Successive governments in the Irish republic bear the brunt of responsibility for the IRA’s ‘insurgency’. That’s one of the core accusations from former Special Branch (SB) officer William Matchett, whose book on SB’s war against the IRA has been trumpeted recently as the best unionist riposte to collusion allegations.
The book’s title, Secret Victory – The intelligence war that beat the IRA, is unproven even if one accepts all the claims in the book. However, the fact that its foreword is written by former RUC SB commander and ex-PSNI assistant chief constable Raymond White also highlights the imprimatur of the RUC’s retired officers’ association. Matchett’s ‘pro-IRA’ accusation against politicians in the south reflects a broad view amongst former RUC men.
The book’s political hyperbole – equating the IRA’s ‘insurgents’ with Al-Qaeda, for example – tends to obscure some highly revealing information in its pages; details that retired SB officers may come to wish had not been exposed. Eye-openers include the fact that RUC SB had only 15 well-placed agents within the IRA at any one time and that the British Army’s covert Force Research Unit (FRU) had only “a handful of agents of any worth who were mostly in Belfast”. This goes counter to prevailing propaganda that the IRA was swamped with state agents.
Matchett is also surprisingly impolitic in specifically naming former FRU agent Kevin Fulton – real name Peter Keeley – as also being a Special Branch agent and a man of “courage”. Fulton has recently been the subject of legal proceedings in relation to the 1990 murder of IPLO member Eoin Morley and has also been accused of involvement in the murder of a female police officer, Colleen McMurray, in 1992.
The central flaw in Matchett’s ‘we won the war’ argument is that RUC SB opposed the peace process and regarded the dismantling of the RUC as an outright defeat. In fact, Matchett is probably the first senior SB man to publicly use the word ‘disbandment’ with regard to the swift removal of the RUC and its Special Branch in 2000.
With regard to collusion itself, Matchett unwisely cites the case of Pat Finucane and avers that SB “tried to protect” the Belfast solicitor. He omits to mention that it was members of the RUC Special Branch who briefed British MP Douglas Hogg before his notorious statement in the House of Commons, just prior to Finucane’s murder in February 1989, to the effect that certain Northern Ireland solicitors were Provo sympathisers. Matchett also declines to join the dots when he acknowledges that UDA quartermaster William Stobie was an SB agent. It was Stobie that provided the guns that killed Pat Finucane.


• _YOUR TASK_:
Apart from the pictures, reproduce the data below exactly as it stands.

• _MATERIAL SUPPLIED_:
"""
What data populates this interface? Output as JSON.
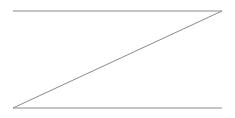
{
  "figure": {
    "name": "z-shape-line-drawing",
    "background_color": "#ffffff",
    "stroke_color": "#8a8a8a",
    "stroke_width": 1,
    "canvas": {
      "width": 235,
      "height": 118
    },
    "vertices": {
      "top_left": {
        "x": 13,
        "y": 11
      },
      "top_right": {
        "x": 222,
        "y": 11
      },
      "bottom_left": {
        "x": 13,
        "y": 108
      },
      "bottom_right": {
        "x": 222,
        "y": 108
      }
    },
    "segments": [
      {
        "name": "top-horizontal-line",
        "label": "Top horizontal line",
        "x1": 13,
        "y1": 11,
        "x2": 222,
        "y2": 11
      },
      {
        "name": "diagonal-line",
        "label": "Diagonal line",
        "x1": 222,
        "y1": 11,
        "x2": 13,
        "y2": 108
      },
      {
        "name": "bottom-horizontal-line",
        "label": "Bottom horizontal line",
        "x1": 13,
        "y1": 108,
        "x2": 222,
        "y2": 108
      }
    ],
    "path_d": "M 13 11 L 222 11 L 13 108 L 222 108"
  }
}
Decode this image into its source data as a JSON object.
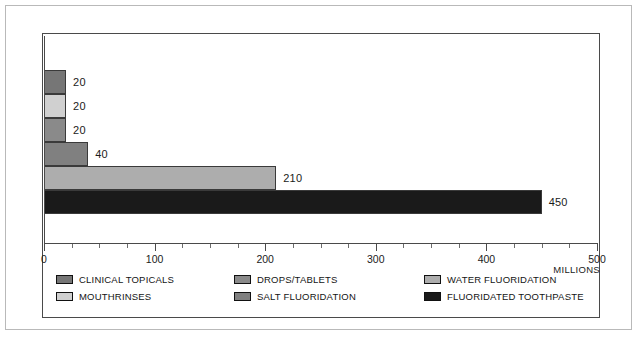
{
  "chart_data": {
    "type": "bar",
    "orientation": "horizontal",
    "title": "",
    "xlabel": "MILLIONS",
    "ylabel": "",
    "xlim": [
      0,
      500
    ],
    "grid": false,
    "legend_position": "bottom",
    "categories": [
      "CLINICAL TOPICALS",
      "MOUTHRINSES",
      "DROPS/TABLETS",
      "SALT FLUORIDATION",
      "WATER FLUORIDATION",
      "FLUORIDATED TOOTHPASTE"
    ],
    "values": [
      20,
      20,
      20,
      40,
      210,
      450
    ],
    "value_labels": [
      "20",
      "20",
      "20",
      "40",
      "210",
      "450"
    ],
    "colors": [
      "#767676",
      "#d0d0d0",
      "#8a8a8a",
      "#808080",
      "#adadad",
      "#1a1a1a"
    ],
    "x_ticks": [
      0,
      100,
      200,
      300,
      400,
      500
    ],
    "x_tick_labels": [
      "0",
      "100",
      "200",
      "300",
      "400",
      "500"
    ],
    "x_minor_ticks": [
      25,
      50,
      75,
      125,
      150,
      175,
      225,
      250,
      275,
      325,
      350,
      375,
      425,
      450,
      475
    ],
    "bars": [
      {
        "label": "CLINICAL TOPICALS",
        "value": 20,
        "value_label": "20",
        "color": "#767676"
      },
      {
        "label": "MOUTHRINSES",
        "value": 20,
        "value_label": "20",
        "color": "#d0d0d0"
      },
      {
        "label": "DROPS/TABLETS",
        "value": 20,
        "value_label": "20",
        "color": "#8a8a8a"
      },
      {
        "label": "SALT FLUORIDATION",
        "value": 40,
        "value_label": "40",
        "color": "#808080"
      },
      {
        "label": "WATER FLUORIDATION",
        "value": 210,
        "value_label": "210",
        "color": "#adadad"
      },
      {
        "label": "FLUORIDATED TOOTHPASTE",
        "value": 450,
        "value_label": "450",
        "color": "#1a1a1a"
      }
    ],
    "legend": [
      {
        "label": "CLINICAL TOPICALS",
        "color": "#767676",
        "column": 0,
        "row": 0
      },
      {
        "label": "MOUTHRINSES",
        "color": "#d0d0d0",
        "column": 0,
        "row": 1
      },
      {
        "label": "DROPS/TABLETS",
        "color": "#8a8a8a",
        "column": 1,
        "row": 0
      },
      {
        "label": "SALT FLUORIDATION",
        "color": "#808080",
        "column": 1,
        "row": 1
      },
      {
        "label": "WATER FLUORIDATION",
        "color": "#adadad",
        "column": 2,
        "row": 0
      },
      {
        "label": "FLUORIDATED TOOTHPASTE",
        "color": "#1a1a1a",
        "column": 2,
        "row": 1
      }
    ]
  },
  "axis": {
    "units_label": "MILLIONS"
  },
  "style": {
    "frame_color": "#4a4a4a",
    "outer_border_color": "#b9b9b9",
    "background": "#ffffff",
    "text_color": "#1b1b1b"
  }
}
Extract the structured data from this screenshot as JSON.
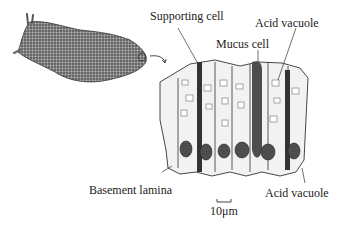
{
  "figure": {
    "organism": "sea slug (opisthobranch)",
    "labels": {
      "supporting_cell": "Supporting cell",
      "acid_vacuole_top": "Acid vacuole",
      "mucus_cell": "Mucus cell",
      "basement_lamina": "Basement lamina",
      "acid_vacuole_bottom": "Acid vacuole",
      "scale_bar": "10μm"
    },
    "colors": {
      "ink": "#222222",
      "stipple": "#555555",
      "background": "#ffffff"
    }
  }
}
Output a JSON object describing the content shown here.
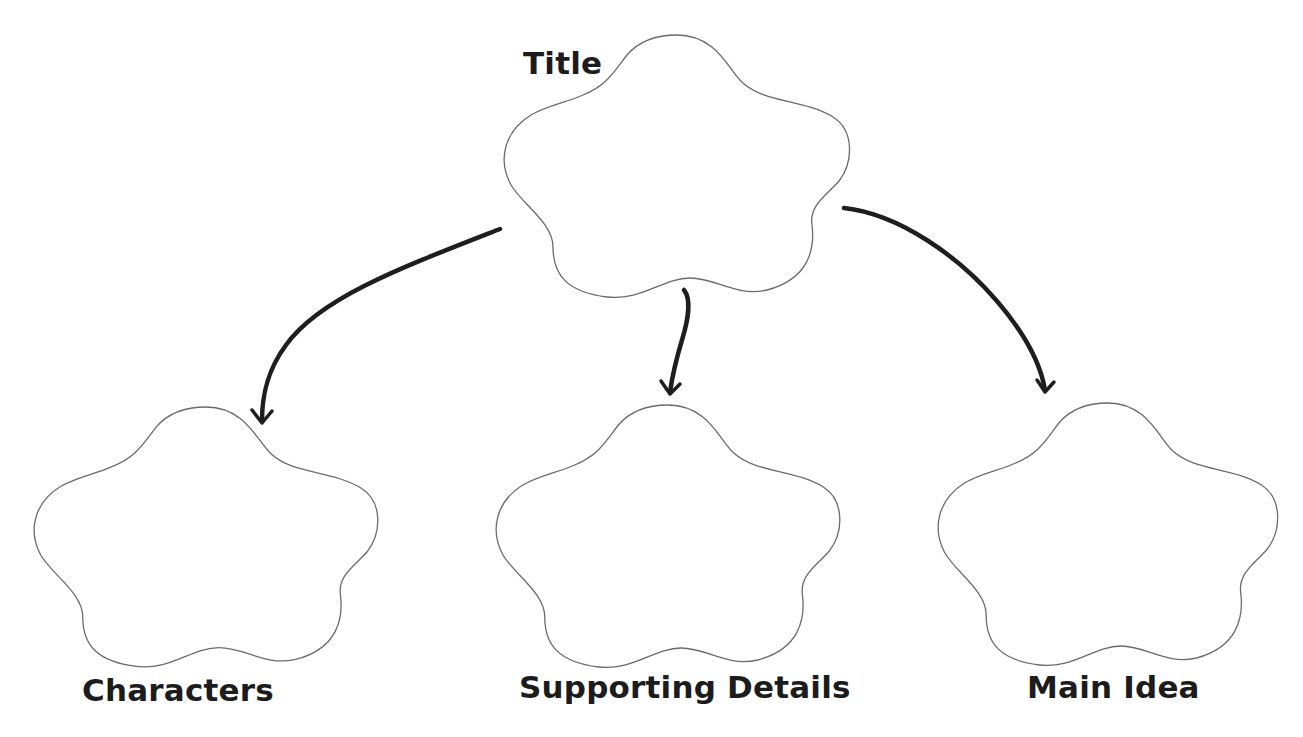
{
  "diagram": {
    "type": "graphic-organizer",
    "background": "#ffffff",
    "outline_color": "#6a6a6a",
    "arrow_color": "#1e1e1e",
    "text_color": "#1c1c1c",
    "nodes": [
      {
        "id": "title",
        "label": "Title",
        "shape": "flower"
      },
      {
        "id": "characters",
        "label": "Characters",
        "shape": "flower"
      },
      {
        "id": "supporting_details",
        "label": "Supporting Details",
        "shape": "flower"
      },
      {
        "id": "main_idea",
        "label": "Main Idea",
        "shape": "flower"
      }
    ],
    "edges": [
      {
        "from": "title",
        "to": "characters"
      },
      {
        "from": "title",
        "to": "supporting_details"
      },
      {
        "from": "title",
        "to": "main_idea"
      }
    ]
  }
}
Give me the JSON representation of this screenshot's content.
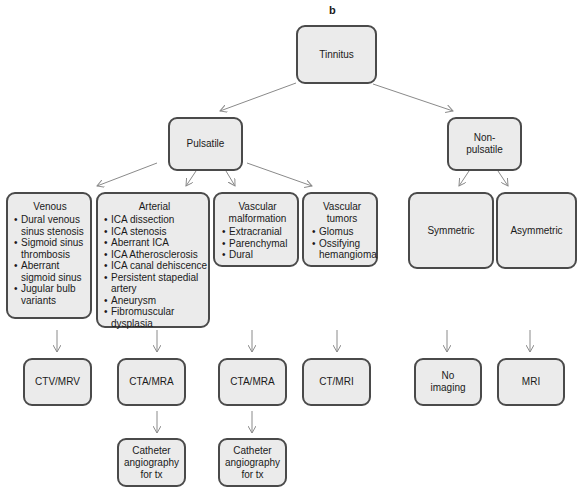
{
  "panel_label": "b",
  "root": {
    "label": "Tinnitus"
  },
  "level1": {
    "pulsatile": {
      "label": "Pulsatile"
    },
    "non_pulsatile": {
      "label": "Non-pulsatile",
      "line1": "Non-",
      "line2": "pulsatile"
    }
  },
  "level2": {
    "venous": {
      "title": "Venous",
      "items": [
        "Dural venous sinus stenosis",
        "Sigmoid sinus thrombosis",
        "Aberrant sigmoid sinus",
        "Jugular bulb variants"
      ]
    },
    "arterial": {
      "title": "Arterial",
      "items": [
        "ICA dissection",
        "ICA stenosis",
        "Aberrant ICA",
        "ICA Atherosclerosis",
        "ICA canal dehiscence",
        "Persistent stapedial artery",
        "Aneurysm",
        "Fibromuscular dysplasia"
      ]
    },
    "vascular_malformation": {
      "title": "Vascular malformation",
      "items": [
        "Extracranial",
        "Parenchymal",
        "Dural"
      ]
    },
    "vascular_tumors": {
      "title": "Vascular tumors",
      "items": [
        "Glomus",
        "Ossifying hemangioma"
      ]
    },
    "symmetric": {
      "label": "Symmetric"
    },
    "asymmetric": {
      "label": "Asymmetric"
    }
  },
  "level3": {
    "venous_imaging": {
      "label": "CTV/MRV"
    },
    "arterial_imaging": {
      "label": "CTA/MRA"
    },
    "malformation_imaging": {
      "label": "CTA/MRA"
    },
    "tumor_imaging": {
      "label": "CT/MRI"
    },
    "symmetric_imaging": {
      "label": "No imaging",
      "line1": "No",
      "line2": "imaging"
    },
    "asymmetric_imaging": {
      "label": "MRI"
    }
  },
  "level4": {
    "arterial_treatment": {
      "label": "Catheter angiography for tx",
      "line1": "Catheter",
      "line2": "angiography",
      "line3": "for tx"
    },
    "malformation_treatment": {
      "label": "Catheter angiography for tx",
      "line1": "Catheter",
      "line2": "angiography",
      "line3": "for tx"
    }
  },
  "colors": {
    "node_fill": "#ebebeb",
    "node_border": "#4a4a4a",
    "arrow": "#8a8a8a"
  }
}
"""
• _EXPECTED OUTPUT_:
What data populates this interface? Output as JSON.
{
  "figure": {
    "name": "z-shape-line-drawing",
    "background_color": "#ffffff",
    "stroke_color": "#8a8a8a",
    "stroke_width": 1,
    "canvas": {
      "width": 235,
      "height": 118
    },
    "vertices": {
      "top_left": {
        "x": 13,
        "y": 11
      },
      "top_right": {
        "x": 222,
        "y": 11
      },
      "bottom_left": {
        "x": 13,
        "y": 108
      },
      "bottom_right": {
        "x": 222,
        "y": 108
      }
    },
    "segments": [
      {
        "name": "top-horizontal-line",
        "label": "Top horizontal line",
        "x1": 13,
        "y1": 11,
        "x2": 222,
        "y2": 11
      },
      {
        "name": "diagonal-line",
        "label": "Diagonal line",
        "x1": 222,
        "y1": 11,
        "x2": 13,
        "y2": 108
      },
      {
        "name": "bottom-horizontal-line",
        "label": "Bottom horizontal line",
        "x1": 13,
        "y1": 108,
        "x2": 222,
        "y2": 108
      }
    ],
    "path_d": "M 13 11 L 222 11 L 13 108 L 222 108"
  }
}
Decode this image into its source data as a JSON object.
{
  "chart_data": {
    "type": "bar",
    "orientation": "horizontal",
    "title": "",
    "xlabel": "MILLIONS",
    "ylabel": "",
    "xlim": [
      0,
      500
    ],
    "grid": false,
    "legend_position": "bottom",
    "categories": [
      "CLINICAL TOPICALS",
      "MOUTHRINSES",
      "DROPS/TABLETS",
      "SALT FLUORIDATION",
      "WATER FLUORIDATION",
      "FLUORIDATED TOOTHPASTE"
    ],
    "values": [
      20,
      20,
      20,
      40,
      210,
      450
    ],
    "value_labels": [
      "20",
      "20",
      "20",
      "40",
      "210",
      "450"
    ],
    "colors": [
      "#767676",
      "#d0d0d0",
      "#8a8a8a",
      "#808080",
      "#adadad",
      "#1a1a1a"
    ],
    "x_ticks": [
      0,
      100,
      200,
      300,
      400,
      500
    ],
    "x_tick_labels": [
      "0",
      "100",
      "200",
      "300",
      "400",
      "500"
    ],
    "x_minor_ticks": [
      25,
      50,
      75,
      125,
      150,
      175,
      225,
      250,
      275,
      325,
      350,
      375,
      425,
      450,
      475
    ],
    "bars": [
      {
        "label": "CLINICAL TOPICALS",
        "value": 20,
        "value_label": "20",
        "color": "#767676"
      },
      {
        "label": "MOUTHRINSES",
        "value": 20,
        "value_label": "20",
        "color": "#d0d0d0"
      },
      {
        "label": "DROPS/TABLETS",
        "value": 20,
        "value_label": "20",
        "color": "#8a8a8a"
      },
      {
        "label": "SALT FLUORIDATION",
        "value": 40,
        "value_label": "40",
        "color": "#808080"
      },
      {
        "label": "WATER FLUORIDATION",
        "value": 210,
        "value_label": "210",
        "color": "#adadad"
      },
      {
        "label": "FLUORIDATED TOOTHPASTE",
        "value": 450,
        "value_label": "450",
        "color": "#1a1a1a"
      }
    ],
    "legend": [
      {
        "label": "CLINICAL TOPICALS",
        "color": "#767676",
        "column": 0,
        "row": 0
      },
      {
        "label": "MOUTHRINSES",
        "color": "#d0d0d0",
        "column": 0,
        "row": 1
      },
      {
        "label": "DROPS/TABLETS",
        "color": "#8a8a8a",
        "column": 1,
        "row": 0
      },
      {
        "label": "SALT FLUORIDATION",
        "color": "#808080",
        "column": 1,
        "row": 1
      },
      {
        "label": "WATER FLUORIDATION",
        "color": "#adadad",
        "column": 2,
        "row": 0
      },
      {
        "label": "FLUORIDATED TOOTHPASTE",
        "color": "#1a1a1a",
        "column": 2,
        "row": 1
      }
    ]
  },
  "axis": {
    "units_label": "MILLIONS"
  },
  "style": {
    "frame_color": "#4a4a4a",
    "outer_border_color": "#b9b9b9",
    "background": "#ffffff",
    "text_color": "#1b1b1b"
  }
}
Extract the structured data from this screenshot as JSON.
{
  "figure": {
    "organism": "sea slug (opisthobranch)",
    "labels": {
      "supporting_cell": "Supporting cell",
      "acid_vacuole_top": "Acid vacuole",
      "mucus_cell": "Mucus cell",
      "basement_lamina": "Basement lamina",
      "acid_vacuole_bottom": "Acid vacuole",
      "scale_bar": "10μm"
    },
    "colors": {
      "ink": "#222222",
      "stipple": "#555555",
      "background": "#ffffff"
    }
  }
}
Output a JSON object describing the content shown here.
{
  "diagram": {
    "type": "graphic-organizer",
    "background": "#ffffff",
    "outline_color": "#6a6a6a",
    "arrow_color": "#1e1e1e",
    "text_color": "#1c1c1c",
    "nodes": [
      {
        "id": "title",
        "label": "Title",
        "shape": "flower"
      },
      {
        "id": "characters",
        "label": "Characters",
        "shape": "flower"
      },
      {
        "id": "supporting_details",
        "label": "Supporting Details",
        "shape": "flower"
      },
      {
        "id": "main_idea",
        "label": "Main Idea",
        "shape": "flower"
      }
    ],
    "edges": [
      {
        "from": "title",
        "to": "characters"
      },
      {
        "from": "title",
        "to": "supporting_details"
      },
      {
        "from": "title",
        "to": "main_idea"
      }
    ]
  }
}
Give me the JSON representation of this screenshot's content.
{
  "panel_label": "b",
  "root": {
    "label": "Tinnitus"
  },
  "level1": {
    "pulsatile": {
      "label": "Pulsatile"
    },
    "non_pulsatile": {
      "label": "Non-pulsatile",
      "line1": "Non-",
      "line2": "pulsatile"
    }
  },
  "level2": {
    "venous": {
      "title": "Venous",
      "items": [
        "Dural venous sinus stenosis",
        "Sigmoid sinus thrombosis",
        "Aberrant sigmoid sinus",
        "Jugular bulb variants"
      ]
    },
    "arterial": {
      "title": "Arterial",
      "items": [
        "ICA dissection",
        "ICA stenosis",
        "Aberrant ICA",
        "ICA Atherosclerosis",
        "ICA canal dehiscence",
        "Persistent stapedial artery",
        "Aneurysm",
        "Fibromuscular dysplasia"
      ]
    },
    "vascular_malformation": {
      "title": "Vascular malformation",
      "items": [
        "Extracranial",
        "Parenchymal",
        "Dural"
      ]
    },
    "vascular_tumors": {
      "title": "Vascular tumors",
      "items": [
        "Glomus",
        "Ossifying hemangioma"
      ]
    },
    "symmetric": {
      "label": "Symmetric"
    },
    "asymmetric": {
      "label": "Asymmetric"
    }
  },
  "level3": {
    "venous_imaging": {
      "label": "CTV/MRV"
    },
    "arterial_imaging": {
      "label": "CTA/MRA"
    },
    "malformation_imaging": {
      "label": "CTA/MRA"
    },
    "tumor_imaging": {
      "label": "CT/MRI"
    },
    "symmetric_imaging": {
      "label": "No imaging",
      "line1": "No",
      "line2": "imaging"
    },
    "asymmetric_imaging": {
      "label": "MRI"
    }
  },
  "level4": {
    "arterial_treatment": {
      "label": "Catheter angiography for tx",
      "line1": "Catheter",
      "line2": "angiography",
      "line3": "for tx"
    },
    "malformation_treatment": {
      "label": "Catheter angiography for tx",
      "line1": "Catheter",
      "line2": "angiography",
      "line3": "for tx"
    }
  },
  "colors": {
    "node_fill": "#ebebeb",
    "node_border": "#4a4a4a",
    "arrow": "#8a8a8a"
  }
}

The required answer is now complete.